LAWS(PVC)-1927-8-132

BALKISANDAS Vs. JAINARAIN

Decided On August 29, 1927
Balkisandas Appellant
V/S
JAINARAIN Respondents

JUDGEMENT

(1.) THE applicant was the defendant in a Sm. C.C, suit. On the date fixed for hearing he did not appear. There was a report made by the process-server that his agent had refused to accept the summons and that a copy of the summons had then been duly affixed to the applicant's house. It was held that he was duly served and the case proceeded ex parte. The applicant, when he learnt that an ex-parte decree had been passed, against him, applied to the trial Court and produced his agent who deposed that the summons had not been offered to him. The learned Judge disbelieved the evidence of the agent and remarked that the applicant should have called the process-server. The Judge refused to set aside the ex-parte decree and the applicant applies in revision to this Court.

(2.) IT is first urged that the non-applicants ought to have proved that the service was proper and should have called the process-server. Had the report of the process-server been entirely in accordance with law, it would have been for the applicant to prove that he had not been served; but there was a serious defect in the report of the process-server. Order 5, Rule 17, Civil P.C., lays down that the report shall contain the name and address of the persons, if any, in whose presence the copy was affixed. The applicant is a merchant of Khamgaon, and there must have been persons present at the time of; service. The report does not contain the name of any witness and is thus not framed in accordance with law. It does not in my opinion furnish prima facie proof of due service, and it was for the non-applicants to prove, by examining the process-server, that the applicant had been duly served. I direct that the question whether the ex-parte decree should be set aside should be reconsidered in the light of these remarks.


ABOUT THIS EXERCISE -
Whenever the string "windpipe" turns up in a line below, that line should be copied.
:: EXTRACTED INFORMATION
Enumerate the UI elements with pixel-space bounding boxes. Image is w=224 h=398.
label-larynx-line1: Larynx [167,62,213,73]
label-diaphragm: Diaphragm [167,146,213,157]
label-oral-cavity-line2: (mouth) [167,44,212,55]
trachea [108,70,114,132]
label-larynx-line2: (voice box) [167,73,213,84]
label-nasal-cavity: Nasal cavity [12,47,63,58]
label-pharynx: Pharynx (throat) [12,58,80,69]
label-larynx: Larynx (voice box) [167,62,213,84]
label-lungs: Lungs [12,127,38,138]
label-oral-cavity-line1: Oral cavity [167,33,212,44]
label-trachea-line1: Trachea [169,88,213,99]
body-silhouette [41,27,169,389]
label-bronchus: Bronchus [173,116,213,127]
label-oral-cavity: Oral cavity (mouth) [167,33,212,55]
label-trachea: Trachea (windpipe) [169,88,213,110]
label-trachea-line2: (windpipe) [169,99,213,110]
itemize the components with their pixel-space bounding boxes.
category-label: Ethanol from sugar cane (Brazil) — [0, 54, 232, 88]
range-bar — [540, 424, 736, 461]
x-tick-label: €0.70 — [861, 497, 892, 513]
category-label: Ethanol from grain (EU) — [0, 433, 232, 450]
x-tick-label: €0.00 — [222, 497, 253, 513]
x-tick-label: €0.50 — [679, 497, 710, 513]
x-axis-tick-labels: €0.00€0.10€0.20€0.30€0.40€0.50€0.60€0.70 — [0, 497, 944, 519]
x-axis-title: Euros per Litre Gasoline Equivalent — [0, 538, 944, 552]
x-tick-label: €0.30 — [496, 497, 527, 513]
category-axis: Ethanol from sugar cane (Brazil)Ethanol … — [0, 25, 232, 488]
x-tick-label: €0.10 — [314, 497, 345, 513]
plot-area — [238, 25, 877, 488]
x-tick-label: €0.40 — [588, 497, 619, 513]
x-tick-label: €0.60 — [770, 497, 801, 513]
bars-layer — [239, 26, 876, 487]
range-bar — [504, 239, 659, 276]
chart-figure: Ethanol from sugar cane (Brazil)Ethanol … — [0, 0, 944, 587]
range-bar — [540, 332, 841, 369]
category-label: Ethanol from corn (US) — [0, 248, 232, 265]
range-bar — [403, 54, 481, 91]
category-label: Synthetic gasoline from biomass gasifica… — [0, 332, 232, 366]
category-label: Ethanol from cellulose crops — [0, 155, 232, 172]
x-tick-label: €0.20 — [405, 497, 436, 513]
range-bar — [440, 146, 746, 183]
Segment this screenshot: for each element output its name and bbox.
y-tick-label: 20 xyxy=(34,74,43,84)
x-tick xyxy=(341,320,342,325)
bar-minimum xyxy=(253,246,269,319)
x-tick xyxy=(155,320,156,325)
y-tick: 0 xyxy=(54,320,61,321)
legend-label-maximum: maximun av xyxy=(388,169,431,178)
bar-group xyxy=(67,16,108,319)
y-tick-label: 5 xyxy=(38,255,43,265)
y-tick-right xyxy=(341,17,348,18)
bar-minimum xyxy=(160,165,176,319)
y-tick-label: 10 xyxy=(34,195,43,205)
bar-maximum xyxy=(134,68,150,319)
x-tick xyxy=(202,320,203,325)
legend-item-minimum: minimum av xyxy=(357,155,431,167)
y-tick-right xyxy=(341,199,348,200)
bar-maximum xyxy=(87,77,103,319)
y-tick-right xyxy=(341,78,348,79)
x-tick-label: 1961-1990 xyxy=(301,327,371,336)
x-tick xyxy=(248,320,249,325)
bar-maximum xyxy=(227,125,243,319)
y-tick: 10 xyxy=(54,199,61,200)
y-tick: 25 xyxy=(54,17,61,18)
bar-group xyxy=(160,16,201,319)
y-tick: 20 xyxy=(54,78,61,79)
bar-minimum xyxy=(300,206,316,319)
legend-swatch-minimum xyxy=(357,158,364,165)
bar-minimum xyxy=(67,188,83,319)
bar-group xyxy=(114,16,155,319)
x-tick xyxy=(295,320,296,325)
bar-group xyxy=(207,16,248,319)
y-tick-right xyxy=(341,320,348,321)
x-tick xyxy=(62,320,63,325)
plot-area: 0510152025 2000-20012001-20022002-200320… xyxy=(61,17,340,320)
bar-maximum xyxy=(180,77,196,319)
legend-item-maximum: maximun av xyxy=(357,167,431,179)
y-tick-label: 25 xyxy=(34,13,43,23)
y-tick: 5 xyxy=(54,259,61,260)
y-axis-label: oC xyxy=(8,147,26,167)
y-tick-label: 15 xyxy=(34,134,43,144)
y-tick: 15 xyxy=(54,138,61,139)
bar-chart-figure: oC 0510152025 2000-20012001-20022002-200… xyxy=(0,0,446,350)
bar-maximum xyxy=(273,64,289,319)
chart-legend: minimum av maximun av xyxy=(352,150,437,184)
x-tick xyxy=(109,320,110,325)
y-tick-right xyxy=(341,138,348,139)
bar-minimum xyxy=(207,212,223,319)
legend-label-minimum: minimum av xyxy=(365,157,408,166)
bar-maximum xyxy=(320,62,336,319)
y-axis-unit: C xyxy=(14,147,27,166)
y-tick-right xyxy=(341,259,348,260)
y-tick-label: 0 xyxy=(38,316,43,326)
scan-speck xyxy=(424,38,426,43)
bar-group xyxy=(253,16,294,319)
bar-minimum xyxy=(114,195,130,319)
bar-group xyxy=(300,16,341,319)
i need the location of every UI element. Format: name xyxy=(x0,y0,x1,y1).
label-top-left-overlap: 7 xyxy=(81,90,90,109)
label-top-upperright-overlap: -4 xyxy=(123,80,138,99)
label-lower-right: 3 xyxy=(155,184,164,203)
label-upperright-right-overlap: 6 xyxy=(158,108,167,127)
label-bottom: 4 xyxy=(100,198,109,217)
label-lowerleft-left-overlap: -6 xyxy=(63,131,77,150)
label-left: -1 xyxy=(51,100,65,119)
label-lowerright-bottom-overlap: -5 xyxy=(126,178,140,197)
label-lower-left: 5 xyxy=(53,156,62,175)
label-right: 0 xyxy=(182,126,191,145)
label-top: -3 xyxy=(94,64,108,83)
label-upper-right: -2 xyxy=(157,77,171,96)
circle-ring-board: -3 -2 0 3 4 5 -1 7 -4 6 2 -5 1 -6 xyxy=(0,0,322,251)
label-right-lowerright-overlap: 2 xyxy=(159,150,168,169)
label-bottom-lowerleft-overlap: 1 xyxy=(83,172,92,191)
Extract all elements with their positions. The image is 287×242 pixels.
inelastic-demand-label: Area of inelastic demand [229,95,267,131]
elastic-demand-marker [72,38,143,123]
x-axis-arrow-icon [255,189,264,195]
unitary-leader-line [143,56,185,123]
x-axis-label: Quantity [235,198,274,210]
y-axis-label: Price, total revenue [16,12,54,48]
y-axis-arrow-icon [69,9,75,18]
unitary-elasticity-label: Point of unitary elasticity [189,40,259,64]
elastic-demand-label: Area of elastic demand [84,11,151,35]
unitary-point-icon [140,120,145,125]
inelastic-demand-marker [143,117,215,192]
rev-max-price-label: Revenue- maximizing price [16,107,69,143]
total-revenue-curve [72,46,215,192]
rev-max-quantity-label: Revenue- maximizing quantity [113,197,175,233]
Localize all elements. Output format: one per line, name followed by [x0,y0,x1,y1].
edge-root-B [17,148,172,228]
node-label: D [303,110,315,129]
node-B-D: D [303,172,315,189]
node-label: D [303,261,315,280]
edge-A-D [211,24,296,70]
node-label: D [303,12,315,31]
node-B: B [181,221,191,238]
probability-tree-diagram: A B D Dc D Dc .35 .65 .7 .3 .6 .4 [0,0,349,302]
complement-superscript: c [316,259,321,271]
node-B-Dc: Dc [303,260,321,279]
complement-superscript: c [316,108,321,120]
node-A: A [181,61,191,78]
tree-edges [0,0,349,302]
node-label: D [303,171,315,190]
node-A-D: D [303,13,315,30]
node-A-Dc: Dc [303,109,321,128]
::::
EXERCISE ANSWER -
label-trachea: Trachea (windpipe) [169,88,213,110]
label-trachea-line2: (windpipe) [169,99,213,110]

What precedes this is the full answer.